Sentiments wax-and-wane. Multiples expand and contract. Markets melt-up and melt-down for no good reason.

The only time-tested way of reducing volatility is asset allocation. Invest in a basket of different assets (make sure that at least a few of them a not financialized) and accept the market for what it is.

Embrace volatility and extinguish it.


Looking for a sensible way to invest? Here’s how to get started.


Book Review: Where Good Ideas Come From

In Where Good Ideas Come From: The Natural History of Innovation (Amazon,) author Steven Johnson lays out a big-picture of how ideas are formed and how to setup an environment that fosters innovation.

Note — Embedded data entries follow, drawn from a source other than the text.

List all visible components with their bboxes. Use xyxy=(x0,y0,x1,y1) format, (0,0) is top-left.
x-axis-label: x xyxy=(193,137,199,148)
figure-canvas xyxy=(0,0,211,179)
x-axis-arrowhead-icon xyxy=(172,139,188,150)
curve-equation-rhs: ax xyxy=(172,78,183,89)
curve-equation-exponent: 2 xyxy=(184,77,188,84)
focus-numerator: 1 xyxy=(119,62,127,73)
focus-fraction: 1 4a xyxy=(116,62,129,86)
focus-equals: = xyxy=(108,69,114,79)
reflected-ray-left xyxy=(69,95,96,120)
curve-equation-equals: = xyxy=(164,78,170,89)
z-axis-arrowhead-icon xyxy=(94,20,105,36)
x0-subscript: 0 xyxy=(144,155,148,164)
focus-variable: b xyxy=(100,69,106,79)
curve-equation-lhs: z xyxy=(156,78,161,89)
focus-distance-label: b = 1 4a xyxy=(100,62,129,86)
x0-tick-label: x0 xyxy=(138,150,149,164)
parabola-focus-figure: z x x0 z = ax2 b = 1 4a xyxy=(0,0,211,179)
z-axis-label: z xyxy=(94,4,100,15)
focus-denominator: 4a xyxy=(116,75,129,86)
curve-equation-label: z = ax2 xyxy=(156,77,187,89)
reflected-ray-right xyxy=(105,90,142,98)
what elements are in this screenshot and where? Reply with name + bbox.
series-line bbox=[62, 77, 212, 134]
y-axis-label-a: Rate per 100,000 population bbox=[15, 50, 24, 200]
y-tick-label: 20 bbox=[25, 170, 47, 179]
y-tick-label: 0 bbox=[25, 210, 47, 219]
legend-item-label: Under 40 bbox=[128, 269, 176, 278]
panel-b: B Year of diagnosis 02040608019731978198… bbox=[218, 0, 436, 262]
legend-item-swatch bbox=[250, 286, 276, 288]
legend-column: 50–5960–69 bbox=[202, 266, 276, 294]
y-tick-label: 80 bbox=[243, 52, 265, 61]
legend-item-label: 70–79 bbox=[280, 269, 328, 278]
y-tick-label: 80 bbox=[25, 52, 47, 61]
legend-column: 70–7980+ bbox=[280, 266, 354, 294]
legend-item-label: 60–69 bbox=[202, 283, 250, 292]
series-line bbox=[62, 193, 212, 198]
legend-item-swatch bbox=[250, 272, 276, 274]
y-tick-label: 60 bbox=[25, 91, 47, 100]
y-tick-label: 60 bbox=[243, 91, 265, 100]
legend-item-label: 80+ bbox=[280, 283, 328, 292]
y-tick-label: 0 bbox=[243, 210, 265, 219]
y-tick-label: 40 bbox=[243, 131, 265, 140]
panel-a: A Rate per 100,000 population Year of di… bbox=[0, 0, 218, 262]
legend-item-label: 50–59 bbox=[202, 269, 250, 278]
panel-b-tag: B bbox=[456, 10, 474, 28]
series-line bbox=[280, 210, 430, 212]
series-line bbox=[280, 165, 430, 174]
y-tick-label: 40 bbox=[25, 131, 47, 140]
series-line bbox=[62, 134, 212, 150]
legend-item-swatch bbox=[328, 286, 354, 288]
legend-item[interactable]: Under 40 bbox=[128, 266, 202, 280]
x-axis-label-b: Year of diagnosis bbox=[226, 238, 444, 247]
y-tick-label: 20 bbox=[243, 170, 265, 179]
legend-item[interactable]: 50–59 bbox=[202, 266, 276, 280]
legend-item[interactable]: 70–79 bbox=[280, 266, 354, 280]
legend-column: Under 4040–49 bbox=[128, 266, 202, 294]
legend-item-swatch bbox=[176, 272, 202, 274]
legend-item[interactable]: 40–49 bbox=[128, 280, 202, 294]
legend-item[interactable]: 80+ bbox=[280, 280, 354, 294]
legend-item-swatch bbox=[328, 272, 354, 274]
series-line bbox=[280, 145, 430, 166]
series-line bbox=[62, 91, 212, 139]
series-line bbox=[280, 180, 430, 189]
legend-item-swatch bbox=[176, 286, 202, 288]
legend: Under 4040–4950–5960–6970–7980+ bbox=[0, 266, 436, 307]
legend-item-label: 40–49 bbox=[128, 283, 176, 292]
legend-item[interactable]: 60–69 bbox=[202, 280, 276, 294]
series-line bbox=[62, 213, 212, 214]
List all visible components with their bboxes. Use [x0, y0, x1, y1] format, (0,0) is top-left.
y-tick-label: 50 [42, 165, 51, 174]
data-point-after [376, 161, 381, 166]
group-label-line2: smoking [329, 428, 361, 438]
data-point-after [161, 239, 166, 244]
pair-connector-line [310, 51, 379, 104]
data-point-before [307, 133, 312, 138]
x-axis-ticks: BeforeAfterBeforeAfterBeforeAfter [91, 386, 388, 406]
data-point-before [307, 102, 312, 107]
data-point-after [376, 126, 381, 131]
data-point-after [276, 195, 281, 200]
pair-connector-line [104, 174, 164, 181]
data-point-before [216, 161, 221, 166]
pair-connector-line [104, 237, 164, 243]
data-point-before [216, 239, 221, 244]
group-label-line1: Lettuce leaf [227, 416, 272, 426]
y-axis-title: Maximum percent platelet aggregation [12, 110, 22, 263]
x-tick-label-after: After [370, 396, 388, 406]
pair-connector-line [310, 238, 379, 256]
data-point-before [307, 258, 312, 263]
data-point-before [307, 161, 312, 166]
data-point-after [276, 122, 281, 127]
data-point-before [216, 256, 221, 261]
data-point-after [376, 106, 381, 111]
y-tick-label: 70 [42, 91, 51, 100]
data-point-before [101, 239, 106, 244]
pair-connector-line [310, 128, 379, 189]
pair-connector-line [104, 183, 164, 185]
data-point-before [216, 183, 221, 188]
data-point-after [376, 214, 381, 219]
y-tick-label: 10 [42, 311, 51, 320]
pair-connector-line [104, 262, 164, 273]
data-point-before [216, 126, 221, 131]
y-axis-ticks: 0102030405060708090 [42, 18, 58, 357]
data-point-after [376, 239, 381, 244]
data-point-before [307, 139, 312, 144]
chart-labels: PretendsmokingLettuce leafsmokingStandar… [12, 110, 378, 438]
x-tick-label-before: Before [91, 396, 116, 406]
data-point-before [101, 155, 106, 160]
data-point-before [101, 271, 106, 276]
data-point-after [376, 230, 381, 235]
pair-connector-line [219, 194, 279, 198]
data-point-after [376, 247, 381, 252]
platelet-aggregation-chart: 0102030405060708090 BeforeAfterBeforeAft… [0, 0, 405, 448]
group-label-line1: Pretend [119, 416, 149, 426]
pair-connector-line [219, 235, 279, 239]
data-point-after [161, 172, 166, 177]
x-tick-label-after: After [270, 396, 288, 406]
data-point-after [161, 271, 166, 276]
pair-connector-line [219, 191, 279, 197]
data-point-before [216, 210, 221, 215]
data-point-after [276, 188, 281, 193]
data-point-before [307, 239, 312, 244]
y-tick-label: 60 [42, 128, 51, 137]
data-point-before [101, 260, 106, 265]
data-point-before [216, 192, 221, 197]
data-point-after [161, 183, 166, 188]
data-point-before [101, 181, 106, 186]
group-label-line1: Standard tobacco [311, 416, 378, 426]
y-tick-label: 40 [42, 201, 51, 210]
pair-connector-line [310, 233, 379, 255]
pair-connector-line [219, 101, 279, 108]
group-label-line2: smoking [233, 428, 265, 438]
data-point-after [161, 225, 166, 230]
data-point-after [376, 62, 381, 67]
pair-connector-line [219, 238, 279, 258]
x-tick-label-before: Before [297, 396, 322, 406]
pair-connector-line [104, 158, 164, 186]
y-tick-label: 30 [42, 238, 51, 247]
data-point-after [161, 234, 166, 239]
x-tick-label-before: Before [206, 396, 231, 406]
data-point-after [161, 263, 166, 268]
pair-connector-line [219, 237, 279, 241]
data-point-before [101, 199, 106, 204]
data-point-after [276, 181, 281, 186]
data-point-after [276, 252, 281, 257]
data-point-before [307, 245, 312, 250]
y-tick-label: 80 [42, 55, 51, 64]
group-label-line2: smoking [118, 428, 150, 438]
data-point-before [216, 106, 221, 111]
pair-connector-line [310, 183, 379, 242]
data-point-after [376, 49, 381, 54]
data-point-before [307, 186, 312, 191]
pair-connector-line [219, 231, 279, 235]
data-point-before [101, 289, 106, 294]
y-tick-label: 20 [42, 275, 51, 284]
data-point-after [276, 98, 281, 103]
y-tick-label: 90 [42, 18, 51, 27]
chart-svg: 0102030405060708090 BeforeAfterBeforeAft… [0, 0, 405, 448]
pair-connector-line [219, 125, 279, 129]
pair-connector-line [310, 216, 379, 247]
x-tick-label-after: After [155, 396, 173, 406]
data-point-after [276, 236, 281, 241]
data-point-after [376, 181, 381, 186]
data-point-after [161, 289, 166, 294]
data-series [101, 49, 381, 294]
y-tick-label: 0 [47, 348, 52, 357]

Readers in a hurry can stick to the last chapter of the book. That’s pretty much where the meat of the book is.

Take-aways:

  • It is important to just get started solving a problem. And do it publicly if possible. You may not solve the problem you set out initially but along the way, you will find a solution to something else entirely.
  • Error often creates a path that leads you out of your comfortable assumptions. Being right keeps you in place. Being wrong forces you to explore. Some of the most important innovations in history have taken a long, messy torturous path.
  • Markets allow good ideas to erupt anywhere in the system. The decentralized pricing mechanism of the marketplace allows an entrepreneur to gauge the relative value of his or her innovation. If you come up with an interesting new contraption, you don’t need to persuade a government commission of its value. You just need to get someone to buy it.

Recommendation: Worth flipping through.